Service provides donors with report on charities they fund

Service provides donors with report on charities they fund

Donors can now tap on a new service to find out more about the charities that they have singled out for possible support.

Starting this year, the National Volunteer and Philanthropy Centre (NVPC) has begun to offer large donors and grantmakers the option of commissioning an evaluative report on charities.

The reports range from basic ones that rely on public information to in-depth ones that compile on-site observation as well as interviews with management, staff and beneficiaries.

“We want to promote a more transparent and informed giving landscape,” said NVPC head of philanthropy Patsian Low.

The service will cost donors between $100 and a few thousand dollars per report.

The service is part of a larger NVPC project to encourage informed giving. Beginning in mid-2010, a pilot began with NVPC working with 30 charities to produce charity reports.

The initiative helped to determine the framework of the reports, the comfort level of charities in revealing information, and the type of reports the service could offer, said Ms Low.

HCA Hospice Care was among the charities taking part in the pilot in 2011. Chief executive R.Akhileswaran described the move as “an opportunity for donors to understand what we do better”.

“New insights can arise with an independent team auditing our programmes,” he said.

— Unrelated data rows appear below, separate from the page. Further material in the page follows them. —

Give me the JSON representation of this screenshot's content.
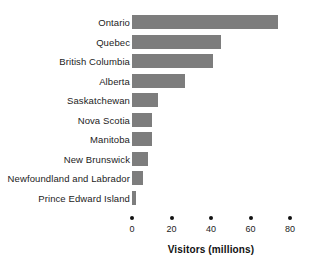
{
  "chart_data": {
    "type": "bar",
    "orientation": "horizontal",
    "title": "",
    "subtitle": "",
    "xlabel": "Visitors (millions)",
    "ylabel": "",
    "categories": [
      "Ontario",
      "Quebec",
      "British Columbia",
      "Alberta",
      "Saskatchewan",
      "Nova Scotia",
      "Manitoba",
      "New Brunswick",
      "Newfoundland and Labrador",
      "Prince Edward Island"
    ],
    "values": [
      74,
      45,
      41,
      27,
      13,
      10,
      10,
      8,
      5.5,
      2
    ],
    "xlim": [
      0,
      80
    ],
    "xticks": [
      0,
      20,
      40,
      60,
      80
    ],
    "xtick_labels": [
      "0",
      "20",
      "40",
      "60",
      "80"
    ],
    "grid": false,
    "legend": false,
    "legend_position": "none",
    "bar_color": "#7d7d7d",
    "text_color": "#1c1c1c",
    "background_color": "#ffffff"
  }
}
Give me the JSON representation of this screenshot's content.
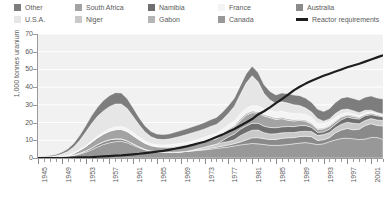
{
  "legend": {
    "entries": [
      {
        "label": "Other",
        "color": "#7d7d7d",
        "type": "swatch",
        "col": 0,
        "row": 0
      },
      {
        "label": "U.S.A.",
        "color": "#e6e6e6",
        "type": "swatch",
        "col": 0,
        "row": 1
      },
      {
        "label": "South Africa",
        "color": "#a3a3a3",
        "type": "swatch",
        "col": 1,
        "row": 0
      },
      {
        "label": "Niger",
        "color": "#c9c9c9",
        "type": "swatch",
        "col": 1,
        "row": 1
      },
      {
        "label": "Namibia",
        "color": "#6f6f6f",
        "type": "swatch",
        "col": 2,
        "row": 0
      },
      {
        "label": "Gabon",
        "color": "#b5b5b5",
        "type": "swatch",
        "col": 2,
        "row": 1
      },
      {
        "label": "France",
        "color": "#f4f4f4",
        "type": "swatch",
        "col": 3,
        "row": 0
      },
      {
        "label": "Canada",
        "color": "#989898",
        "type": "swatch",
        "col": 3,
        "row": 1
      },
      {
        "label": "Australia",
        "color": "#8a8a8a",
        "type": "swatch",
        "col": 4,
        "row": 0
      },
      {
        "label": "Reactor requirements",
        "color": "#1d1d1d",
        "type": "line",
        "col": 4,
        "row": 1
      }
    ]
  },
  "chart_data": {
    "type": "area",
    "title": "",
    "xlabel": "",
    "ylabel": "1,000 tonnes uranium",
    "stacked": true,
    "grid": true,
    "legend_position": "top",
    "xlim": [
      1945,
      2003
    ],
    "ylim": [
      0,
      70
    ],
    "yticks": [
      0,
      10,
      20,
      30,
      40,
      50,
      60,
      70
    ],
    "ytick_labels": [
      "0",
      "10",
      "20",
      "30",
      "40",
      "50",
      "60",
      "70"
    ],
    "xticks": [
      1945,
      1949,
      1953,
      1957,
      1961,
      1965,
      1969,
      1973,
      1977,
      1981,
      1985,
      1989,
      1993,
      1997,
      2001
    ],
    "xtick_labels": [
      "1945",
      "1949",
      "1953",
      "1957",
      "1961",
      "1965",
      "1969",
      "1973",
      "1977",
      "1981",
      "1985",
      "1989",
      "1993",
      "1997",
      "2001"
    ],
    "x": [
      1945,
      1946,
      1947,
      1948,
      1949,
      1950,
      1951,
      1952,
      1953,
      1954,
      1955,
      1956,
      1957,
      1958,
      1959,
      1960,
      1961,
      1962,
      1963,
      1964,
      1965,
      1966,
      1967,
      1968,
      1969,
      1970,
      1971,
      1972,
      1973,
      1974,
      1975,
      1976,
      1977,
      1978,
      1979,
      1980,
      1981,
      1982,
      1983,
      1984,
      1985,
      1986,
      1987,
      1988,
      1989,
      1990,
      1991,
      1992,
      1993,
      1994,
      1995,
      1996,
      1997,
      1998,
      1999,
      2000,
      2001,
      2002,
      2003
    ],
    "series": [
      {
        "name": "Canada",
        "color": "#989898",
        "values": [
          0.1,
          0.2,
          0.3,
          0.4,
          0.6,
          0.9,
          1.4,
          2.2,
          3.2,
          4.6,
          6.2,
          7.6,
          8.6,
          9.2,
          9.4,
          8.6,
          7.2,
          5.8,
          4.6,
          3.8,
          3.4,
          3.2,
          3.1,
          3.2,
          3.4,
          3.7,
          4.0,
          4.3,
          4.6,
          5.0,
          5.4,
          5.8,
          6.2,
          6.8,
          7.4,
          7.8,
          8.2,
          8.0,
          7.6,
          7.2,
          7.1,
          7.3,
          7.6,
          8.0,
          8.4,
          8.7,
          8.2,
          7.6,
          8.0,
          9.2,
          10.2,
          11.0,
          11.2,
          10.9,
          10.4,
          10.7,
          11.6,
          11.6,
          10.5
        ]
      },
      {
        "name": "Australia",
        "color": "#8a8a8a",
        "values": [
          0.0,
          0.0,
          0.0,
          0.0,
          0.1,
          0.2,
          0.3,
          0.5,
          0.8,
          1.1,
          1.4,
          1.6,
          1.7,
          1.6,
          1.4,
          1.1,
          0.8,
          0.5,
          0.3,
          0.2,
          0.1,
          0.1,
          0.1,
          0.1,
          0.1,
          0.1,
          0.1,
          0.2,
          0.3,
          0.5,
          0.7,
          0.9,
          1.1,
          1.3,
          1.6,
          2.4,
          3.2,
          3.5,
          3.3,
          3.2,
          3.4,
          3.8,
          3.8,
          3.5,
          3.7,
          3.6,
          3.8,
          2.3,
          2.3,
          2.3,
          4.0,
          4.8,
          5.5,
          5.0,
          5.9,
          7.6,
          7.8,
          6.8,
          7.6
        ]
      },
      {
        "name": "Niger",
        "color": "#c9c9c9",
        "values": [
          0,
          0,
          0,
          0,
          0,
          0,
          0,
          0,
          0,
          0,
          0,
          0,
          0,
          0,
          0,
          0,
          0,
          0,
          0,
          0,
          0,
          0,
          0,
          0,
          0,
          0,
          0.4,
          0.8,
          1.2,
          1.5,
          1.7,
          2.1,
          2.0,
          2.2,
          3.6,
          4.1,
          4.3,
          4.3,
          3.4,
          3.2,
          3.2,
          3.1,
          3.0,
          2.9,
          2.8,
          2.8,
          2.9,
          2.9,
          2.9,
          2.9,
          2.9,
          3.3,
          3.5,
          3.7,
          3.0,
          2.9,
          2.9,
          3.1,
          3.1
        ]
      },
      {
        "name": "Namibia",
        "color": "#6f6f6f",
        "values": [
          0,
          0,
          0,
          0,
          0,
          0,
          0,
          0,
          0,
          0,
          0,
          0,
          0,
          0,
          0,
          0,
          0,
          0,
          0,
          0,
          0,
          0,
          0,
          0,
          0,
          0,
          0,
          0,
          0,
          0,
          0,
          1.0,
          2.6,
          3.2,
          3.6,
          3.8,
          3.9,
          3.8,
          3.7,
          3.6,
          3.4,
          3.4,
          3.4,
          3.3,
          3.4,
          3.2,
          2.4,
          1.7,
          1.5,
          1.9,
          2.0,
          2.5,
          2.9,
          2.8,
          2.7,
          2.7,
          2.2,
          2.3,
          2.0
        ]
      },
      {
        "name": "South Africa",
        "color": "#a3a3a3",
        "values": [
          0,
          0,
          0,
          0,
          0,
          0.2,
          0.8,
          1.6,
          2.4,
          3.2,
          3.8,
          4.3,
          4.8,
          5.2,
          5.4,
          5.2,
          4.6,
          4.0,
          3.4,
          3.0,
          2.8,
          2.8,
          2.8,
          2.9,
          3.0,
          3.1,
          3.2,
          3.2,
          3.2,
          3.1,
          3.0,
          3.2,
          3.4,
          3.9,
          4.8,
          6.1,
          6.0,
          5.8,
          5.7,
          5.6,
          4.6,
          4.6,
          3.5,
          3.2,
          2.9,
          2.5,
          1.8,
          1.7,
          1.7,
          1.6,
          1.4,
          1.4,
          1.1,
          1.0,
          0.9,
          0.8,
          0.9,
          0.8,
          0.7
        ]
      },
      {
        "name": "Gabon",
        "color": "#b5b5b5",
        "values": [
          0,
          0,
          0,
          0,
          0,
          0,
          0,
          0,
          0,
          0,
          0,
          0,
          0,
          0,
          0,
          0,
          0,
          0,
          0,
          0,
          0.1,
          0.2,
          0.4,
          0.5,
          0.5,
          0.5,
          0.5,
          0.5,
          0.6,
          0.8,
          0.9,
          0.9,
          1.0,
          1.0,
          1.1,
          1.0,
          1.0,
          0.9,
          0.9,
          0.9,
          0.9,
          0.9,
          0.9,
          0.9,
          0.7,
          0.7,
          0.7,
          0.6,
          0.6,
          0.6,
          0.6,
          0.5,
          0.5,
          0.7,
          0.3,
          0.2,
          0.2,
          0.0,
          0.0
        ]
      },
      {
        "name": "France",
        "color": "#f4f4f4",
        "values": [
          0,
          0,
          0,
          0,
          0.1,
          0.2,
          0.3,
          0.4,
          0.5,
          0.7,
          0.9,
          1.1,
          1.3,
          1.5,
          1.7,
          1.8,
          1.8,
          1.6,
          1.4,
          1.2,
          1.1,
          1.1,
          1.1,
          1.2,
          1.3,
          1.4,
          1.5,
          1.7,
          1.9,
          2.1,
          2.2,
          2.3,
          2.4,
          2.5,
          2.7,
          2.9,
          3.0,
          3.1,
          3.2,
          3.3,
          3.4,
          3.4,
          3.4,
          3.3,
          3.2,
          3.1,
          3.0,
          2.8,
          2.5,
          2.1,
          1.7,
          1.3,
          1.0,
          0.8,
          0.6,
          0.5,
          0.4,
          0.2,
          0.2
        ]
      },
      {
        "name": "U.S.A.",
        "color": "#e6e6e6",
        "values": [
          0.3,
          0.4,
          0.6,
          0.9,
          1.4,
          2.2,
          3.4,
          5.2,
          7.6,
          9.8,
          11.2,
          12.0,
          12.6,
          13.0,
          12.6,
          11.2,
          9.0,
          6.8,
          5.0,
          3.8,
          3.2,
          3.0,
          3.2,
          3.6,
          4.0,
          4.4,
          4.6,
          4.6,
          4.6,
          4.8,
          5.0,
          5.4,
          6.4,
          8.2,
          11.0,
          14.2,
          16.8,
          13.6,
          8.6,
          5.8,
          4.8,
          5.2,
          5.4,
          5.0,
          4.5,
          3.6,
          3.2,
          2.7,
          1.3,
          1.4,
          2.3,
          2.4,
          2.0,
          1.8,
          1.8,
          1.5,
          1.0,
          0.9,
          0.8
        ]
      },
      {
        "name": "Other",
        "color": "#7d7d7d",
        "values": [
          0.2,
          0.3,
          0.5,
          0.7,
          1.0,
          1.4,
          2.0,
          2.8,
          3.6,
          4.4,
          5.2,
          5.8,
          6.2,
          6.4,
          6.2,
          5.6,
          4.8,
          4.0,
          3.4,
          3.0,
          2.8,
          2.8,
          2.9,
          3.0,
          3.2,
          3.3,
          3.4,
          3.5,
          3.6,
          3.8,
          4.0,
          4.2,
          4.4,
          4.6,
          4.9,
          5.2,
          5.4,
          5.2,
          5.0,
          4.8,
          4.8,
          5.0,
          5.2,
          5.4,
          5.6,
          5.6,
          5.4,
          5.2,
          5.4,
          5.8,
          6.2,
          6.6,
          6.8,
          6.9,
          7.0,
          7.4,
          8.0,
          8.2,
          8.4
        ]
      }
    ],
    "overlay_line": {
      "name": "Reactor requirements",
      "color": "#1d1d1d",
      "width": 2.2,
      "values": [
        0.0,
        0.0,
        0.0,
        0.0,
        0.0,
        0.1,
        0.2,
        0.3,
        0.4,
        0.5,
        0.7,
        0.9,
        1.1,
        1.3,
        1.5,
        1.8,
        2.1,
        2.4,
        2.8,
        3.2,
        3.6,
        4.0,
        4.6,
        5.2,
        5.9,
        6.6,
        7.4,
        8.3,
        9.2,
        10.4,
        11.8,
        13.2,
        14.8,
        16.4,
        18.2,
        20.0,
        22.0,
        24.6,
        26.4,
        28.6,
        31.0,
        33.2,
        35.6,
        38.2,
        40.2,
        42.0,
        43.6,
        45.0,
        46.4,
        47.6,
        48.8,
        50.0,
        51.2,
        52.2,
        53.2,
        54.4,
        55.6,
        56.8,
        58.0
      ]
    }
  }
}
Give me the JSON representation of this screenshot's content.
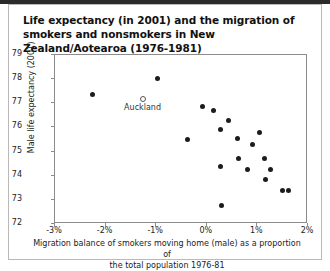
{
  "title": "Life expectancy (in 2001) and the migration of smokers and nonsmokers in New Zealand/Aotearoa (1976-1981)",
  "chart_data": {
    "type": "scatter",
    "title": "Life expectancy (in 2001) and the migration of smokers and nonsmokers in New Zealand/Aotearoa (1976-1981)",
    "xlabel": "Migration balance of smokers moving home  (male) as a proportion of the total population 1976-81",
    "ylabel": "Male life expectancy (2001)",
    "xlabel_line1": "Migration balance of smokers moving home  (male) as a proportion of",
    "xlabel_line2": "the total population 1976-81",
    "xlim": [
      -3,
      2
    ],
    "ylim": [
      72,
      79
    ],
    "grid": false,
    "legend": null,
    "xticks": [
      -3,
      -2,
      -1,
      0,
      1,
      2
    ],
    "xticklabels": [
      "-3%",
      "-2%",
      "-1%",
      "0%",
      "1%",
      "2%"
    ],
    "yticks": [
      72,
      73,
      74,
      75,
      76,
      77,
      78,
      79
    ],
    "yticklabels": [
      "72",
      "73",
      "74",
      "75",
      "76",
      "77",
      "78",
      "79"
    ],
    "series": [
      {
        "name": "regions",
        "marker": "filled-circle",
        "color": "#1c1c1c",
        "points": [
          {
            "x": -2.24,
            "y": 77.32
          },
          {
            "x": -0.96,
            "y": 77.98
          },
          {
            "x": -0.37,
            "y": 75.45
          },
          {
            "x": -0.06,
            "y": 76.83
          },
          {
            "x": 0.16,
            "y": 76.67
          },
          {
            "x": 0.29,
            "y": 74.33
          },
          {
            "x": 0.45,
            "y": 76.26
          },
          {
            "x": 0.29,
            "y": 75.88
          },
          {
            "x": 0.63,
            "y": 75.5
          },
          {
            "x": 0.92,
            "y": 75.26
          },
          {
            "x": 1.06,
            "y": 75.74
          },
          {
            "x": 0.65,
            "y": 74.67
          },
          {
            "x": 0.82,
            "y": 74.21
          },
          {
            "x": 1.16,
            "y": 74.67
          },
          {
            "x": 1.27,
            "y": 74.21
          },
          {
            "x": 1.18,
            "y": 73.82
          },
          {
            "x": 1.51,
            "y": 73.36
          },
          {
            "x": 1.63,
            "y": 73.36
          },
          {
            "x": 0.31,
            "y": 72.71
          }
        ]
      },
      {
        "name": "Auckland",
        "marker": "open-circle",
        "color": "#555555",
        "points": [
          {
            "x": -1.25,
            "y": 77.12,
            "label": "Auckland"
          }
        ]
      }
    ]
  }
}
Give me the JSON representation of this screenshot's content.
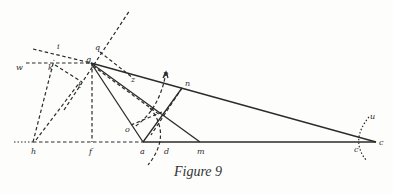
{
  "figure": {
    "caption": "Figure 9",
    "points": {
      "g": {
        "label": "g",
        "x": 91,
        "y": 63
      },
      "q": {
        "label": "q",
        "x": 97,
        "y": 49
      },
      "i": {
        "label": "i",
        "x": 58,
        "y": 46
      },
      "w": {
        "label": "w",
        "x": 18,
        "y": 69
      },
      "k": {
        "label": "k",
        "x": 53,
        "y": 72
      },
      "t": {
        "label": "t",
        "x": 80,
        "y": 87
      },
      "z": {
        "label": "z",
        "x": 132,
        "y": 81
      },
      "p": {
        "label": "p",
        "x": 164,
        "y": 76
      },
      "n": {
        "label": "n",
        "x": 186,
        "y": 84
      },
      "o": {
        "label": "o",
        "x": 126,
        "y": 131
      },
      "h": {
        "label": "h",
        "x": 32,
        "y": 152
      },
      "f": {
        "label": "f",
        "x": 91,
        "y": 152
      },
      "a": {
        "label": "a",
        "x": 141,
        "y": 152
      },
      "d": {
        "label": "d",
        "x": 164,
        "y": 152
      },
      "m": {
        "label": "m",
        "x": 199,
        "y": 152
      },
      "c_arc": {
        "label": "c",
        "x": 354,
        "y": 150
      },
      "c": {
        "label": "c",
        "x": 380,
        "y": 145
      },
      "u": {
        "label": "u",
        "x": 370,
        "y": 119
      }
    },
    "colors": {
      "ink": "#2b2b2b",
      "paper": "#fdfdfc"
    }
  }
}
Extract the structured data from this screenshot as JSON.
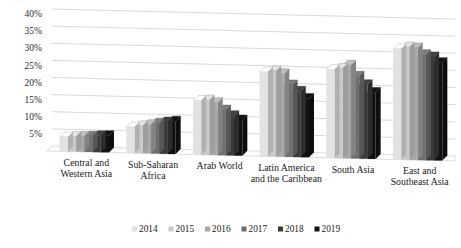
{
  "chart_data": {
    "type": "bar",
    "title": "",
    "subtitle": "",
    "xlabel": "",
    "ylabel": "",
    "ylim": [
      0,
      40
    ],
    "ytick_labels": [
      "5%",
      "10%",
      "15%",
      "20%",
      "25%",
      "30%",
      "35%",
      "40%"
    ],
    "ytick_values": [
      5,
      10,
      15,
      20,
      25,
      30,
      35,
      40
    ],
    "grid": true,
    "legend_position": "bottom",
    "style": "3d-clustered-column",
    "categories": [
      "Central and Western Asia",
      "Sub-Saharan Africa",
      "Arab World",
      "Latin America and the Caribbean",
      "South Asia",
      "East and Southeast Asia"
    ],
    "category_lines": [
      [
        "Central and",
        "Western Asia"
      ],
      [
        "Sub-Saharan",
        "Africa"
      ],
      [
        "Arab World"
      ],
      [
        "Latin America",
        "and the Caribbean"
      ],
      [
        "South Asia"
      ],
      [
        "East and",
        "Southeast Asia"
      ]
    ],
    "series": [
      {
        "name": "2014",
        "color": "#e2e2e2",
        "values": [
          4.2,
          7.6,
          15.8,
          24.6,
          25.8,
          32.3
        ]
      },
      {
        "name": "2015",
        "color": "#c9c9c9",
        "values": [
          4.4,
          8.0,
          16.0,
          25.0,
          26.2,
          32.9
        ]
      },
      {
        "name": "2016",
        "color": "#a8a8a8",
        "values": [
          4.5,
          8.4,
          15.3,
          24.2,
          27.2,
          32.7
        ]
      },
      {
        "name": "2017",
        "color": "#6e6e6e",
        "values": [
          4.6,
          8.9,
          13.2,
          21.0,
          24.0,
          30.8
        ]
      },
      {
        "name": "2018",
        "color": "#3a3a3a",
        "values": [
          4.8,
          9.3,
          11.6,
          19.2,
          21.6,
          30.2
        ]
      },
      {
        "name": "2019",
        "color": "#111111",
        "values": [
          4.9,
          9.6,
          10.4,
          17.2,
          19.4,
          28.6
        ]
      }
    ]
  },
  "legend": {
    "items": [
      {
        "label": "2014",
        "color": "#e2e2e2"
      },
      {
        "label": "2015",
        "color": "#c9c9c9"
      },
      {
        "label": "2016",
        "color": "#a8a8a8"
      },
      {
        "label": "2017",
        "color": "#6e6e6e"
      },
      {
        "label": "2018",
        "color": "#3a3a3a"
      },
      {
        "label": "2019",
        "color": "#111111"
      }
    ]
  },
  "colors": {
    "background": "#ffffff",
    "gridline": "#c9c9c9",
    "text": "#1a1a1a",
    "floor": "#fdfdfd"
  }
}
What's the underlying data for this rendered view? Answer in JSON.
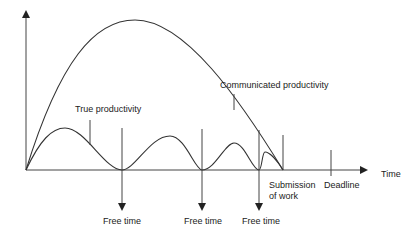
{
  "diagram": {
    "x_axis_label": "Time",
    "curves": {
      "communicated": "Communicated productivity",
      "true": "True productivity"
    },
    "free_time_markers": [
      "Free time",
      "Free time",
      "Free time"
    ],
    "submission": {
      "line1": "Submission",
      "line2": "of work"
    },
    "deadline": "Deadline",
    "colors": {
      "line": "#333333",
      "background": "#ffffff"
    }
  }
}
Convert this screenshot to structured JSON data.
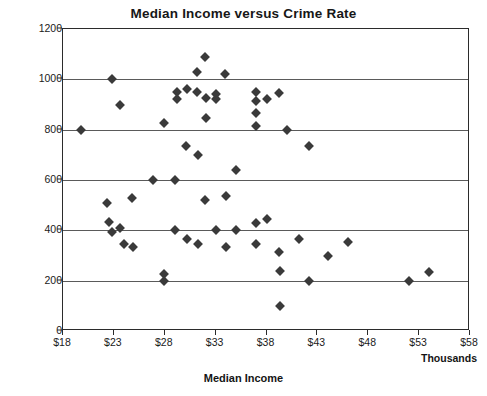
{
  "chart_data": {
    "type": "scatter",
    "title": "Median Income versus Crime Rate",
    "xlabel": "Median Income",
    "ylabel": "Crime Rate",
    "x_unit_note": "Thousands",
    "xlim": [
      18,
      58
    ],
    "ylim": [
      0,
      1200
    ],
    "xticks": [
      "$18",
      "$23",
      "$28",
      "$33",
      "$38",
      "$43",
      "$48",
      "$53",
      "$58"
    ],
    "xtick_values": [
      18,
      23,
      28,
      33,
      38,
      43,
      48,
      53,
      58
    ],
    "yticks": [
      "0",
      "200",
      "400",
      "600",
      "800",
      "1000",
      "1200"
    ],
    "ytick_values": [
      0,
      200,
      400,
      600,
      800,
      1000,
      1200
    ],
    "grid": "horizontal",
    "legend": "none",
    "marker": "diamond",
    "marker_color": "#3a3a3a",
    "points": [
      {
        "x": 19.8,
        "y": 800
      },
      {
        "x": 22.8,
        "y": 1000
      },
      {
        "x": 22.3,
        "y": 510
      },
      {
        "x": 22.5,
        "y": 435
      },
      {
        "x": 22.8,
        "y": 395
      },
      {
        "x": 23.6,
        "y": 900
      },
      {
        "x": 23.6,
        "y": 410
      },
      {
        "x": 24.0,
        "y": 345
      },
      {
        "x": 24.8,
        "y": 530
      },
      {
        "x": 24.9,
        "y": 335
      },
      {
        "x": 26.8,
        "y": 600
      },
      {
        "x": 27.9,
        "y": 825
      },
      {
        "x": 27.9,
        "y": 225
      },
      {
        "x": 27.9,
        "y": 200
      },
      {
        "x": 29.0,
        "y": 600
      },
      {
        "x": 29.0,
        "y": 400
      },
      {
        "x": 29.2,
        "y": 950
      },
      {
        "x": 29.2,
        "y": 920
      },
      {
        "x": 30.2,
        "y": 960
      },
      {
        "x": 30.1,
        "y": 735
      },
      {
        "x": 30.2,
        "y": 365
      },
      {
        "x": 31.2,
        "y": 950
      },
      {
        "x": 31.2,
        "y": 1030
      },
      {
        "x": 31.3,
        "y": 700
      },
      {
        "x": 31.3,
        "y": 345
      },
      {
        "x": 32.0,
        "y": 1090
      },
      {
        "x": 32.1,
        "y": 925
      },
      {
        "x": 32.1,
        "y": 845
      },
      {
        "x": 32.0,
        "y": 520
      },
      {
        "x": 33.0,
        "y": 940
      },
      {
        "x": 33.0,
        "y": 920
      },
      {
        "x": 33.0,
        "y": 400
      },
      {
        "x": 33.9,
        "y": 1020
      },
      {
        "x": 34.0,
        "y": 535
      },
      {
        "x": 34.0,
        "y": 335
      },
      {
        "x": 35.0,
        "y": 640
      },
      {
        "x": 35.0,
        "y": 400
      },
      {
        "x": 37.0,
        "y": 950
      },
      {
        "x": 37.0,
        "y": 915
      },
      {
        "x": 37.0,
        "y": 865
      },
      {
        "x": 37.0,
        "y": 815
      },
      {
        "x": 37.0,
        "y": 430
      },
      {
        "x": 37.0,
        "y": 345
      },
      {
        "x": 38.0,
        "y": 920
      },
      {
        "x": 38.0,
        "y": 445
      },
      {
        "x": 39.2,
        "y": 945
      },
      {
        "x": 39.2,
        "y": 315
      },
      {
        "x": 39.3,
        "y": 240
      },
      {
        "x": 39.3,
        "y": 100
      },
      {
        "x": 40.0,
        "y": 800
      },
      {
        "x": 41.2,
        "y": 365
      },
      {
        "x": 42.2,
        "y": 200
      },
      {
        "x": 42.2,
        "y": 735
      },
      {
        "x": 44.0,
        "y": 300
      },
      {
        "x": 46.0,
        "y": 355
      },
      {
        "x": 52.0,
        "y": 200
      },
      {
        "x": 54.0,
        "y": 235
      }
    ]
  }
}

The report is available for public viewing online, but he added that it is hard to determine if this has led to greater donor confidence and giving.

Ms June Tham, executive director of the Rainbow Centre, which also took part in the pilot, said it would take some time to see if it affects donors’ decision-making. But she noted it is a chance to “enhance transparency” and promote the mission of the Rainbow Centre which runs programmes for children with special needs.

A corporate governance expert, Associate Professor Mak Yuen Teen of the National University of Singapore Business School, said it is crucial that NVPC is independent of the charities it evaluates.

Users must also be aware of the different levels and depths of the reports, he added, noting that the reports can help boost donors’ confidence that funds will be properly used.

Other groups like Shared Services for Charity offer similar analysis-type options. But the group focuses more on internal governance review and helping charities improve in those areas, making its service “quite complementary”, said Mr Alfred Poon, a research associate at the Asia Centre for Social Entrepreneurship and Philanthropy.

Large grantmakers and potential users of the service like property giant City Developments Limited (CDL) describe the new NVPC service as a useful tool.

Said a CDL spokesman: “It would be especially helpful for companies and individuals who do not have the resources to conduct their own detailed assessments.”

Citibank’s head of corporate affairs, Mr Adam Rahman, touched on the possibility of using the service in the event that employees want to donate to a charity that “we have not worked with before”. The bank has given out roughly $1.5 million annually in recent years to various charitable causes.

NVPC is also developing a standardised data framework for charities listed on donation portal SG Gives, so that the same basic information is available, and a self-assessment tool for charities to identify their areas of strength.